More Quotes by Kathrine Switzer
1967 race in Boston changed not just my life, but millions of women's lives. There are also things that, when you get older, resonate more.
Jock Semple and I were at daggers drawn for five years, even though I kind of forgave him from the get-go. I knew he was an over-stressed race director, I knew he was protecting his race. It took five years because we had to do our homework - meaning we women - we did our legislative work and we officially got into the Boston Marathon. Then, all was forgiven by Jock Semple.
When I go to the Boston Marathon now, I have wet shoulders—women fall into my arms crying. They're weeping for joy because running has changed their lives. They feel they can do anything.
If you are losing faith in human nature, go out and watch a marathon.
At the finish line of the 1967 Boston Marathon, one crabby journalist said it was just a one-off deal and women weren't going to run. Only a 20-year-old who had just run a marathon and was shot full of endorphin would say this but I said that there's going to come a day in our lives when women's running is as popular and as men's.

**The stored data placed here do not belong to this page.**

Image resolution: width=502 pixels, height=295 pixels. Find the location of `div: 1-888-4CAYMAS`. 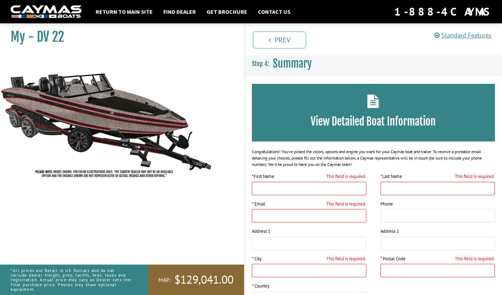

div: 1-888-4CAYMAS is located at coordinates (443, 12).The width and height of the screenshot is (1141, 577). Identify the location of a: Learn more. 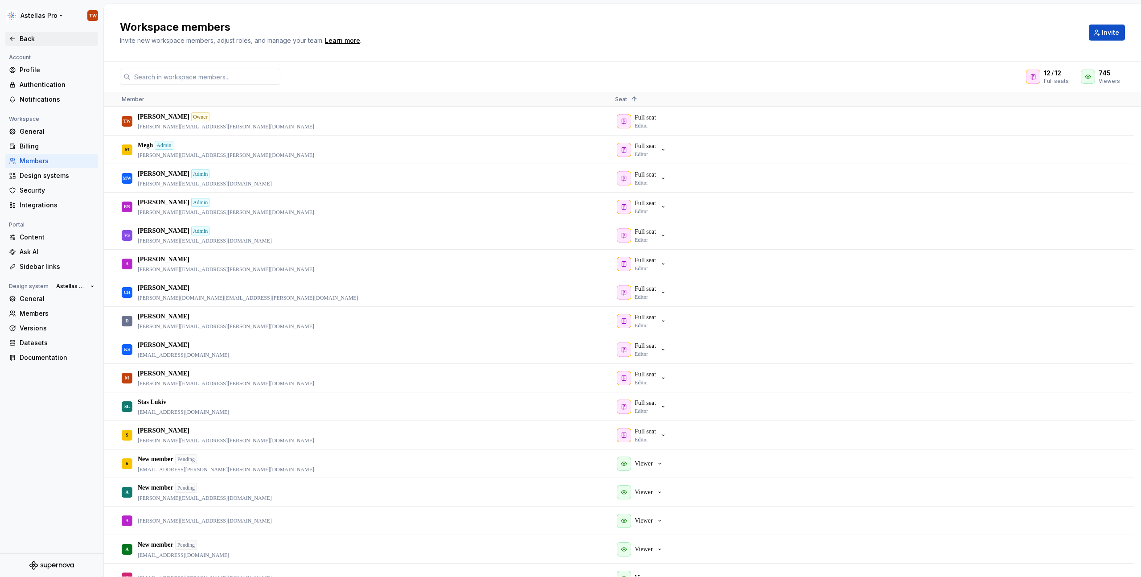
(342, 41).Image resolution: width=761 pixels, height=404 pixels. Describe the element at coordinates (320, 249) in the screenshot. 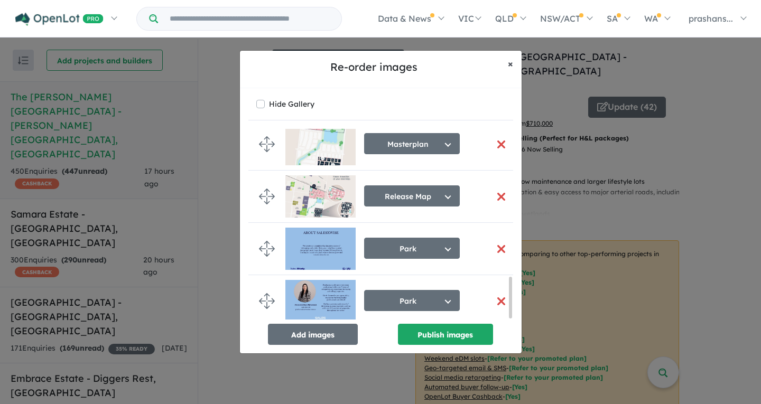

A lack of forgiveness is a waste of time and it's very enriching to forgive and move on but those are things that come with time.
If you feel positive, you have a sense of hope. If you have hope, you can have courage.
Life is for participating, not for spectating.
I said that there's going to come a day in our lives when women's running is as popular and as men's. Looking back, I obviously had a great sense of vision. And I was right.
A picture, of Jock Semple kissed me,appeared in The New York Times the next day after Boston Marathon in 1973, and the caption was "The end of an era.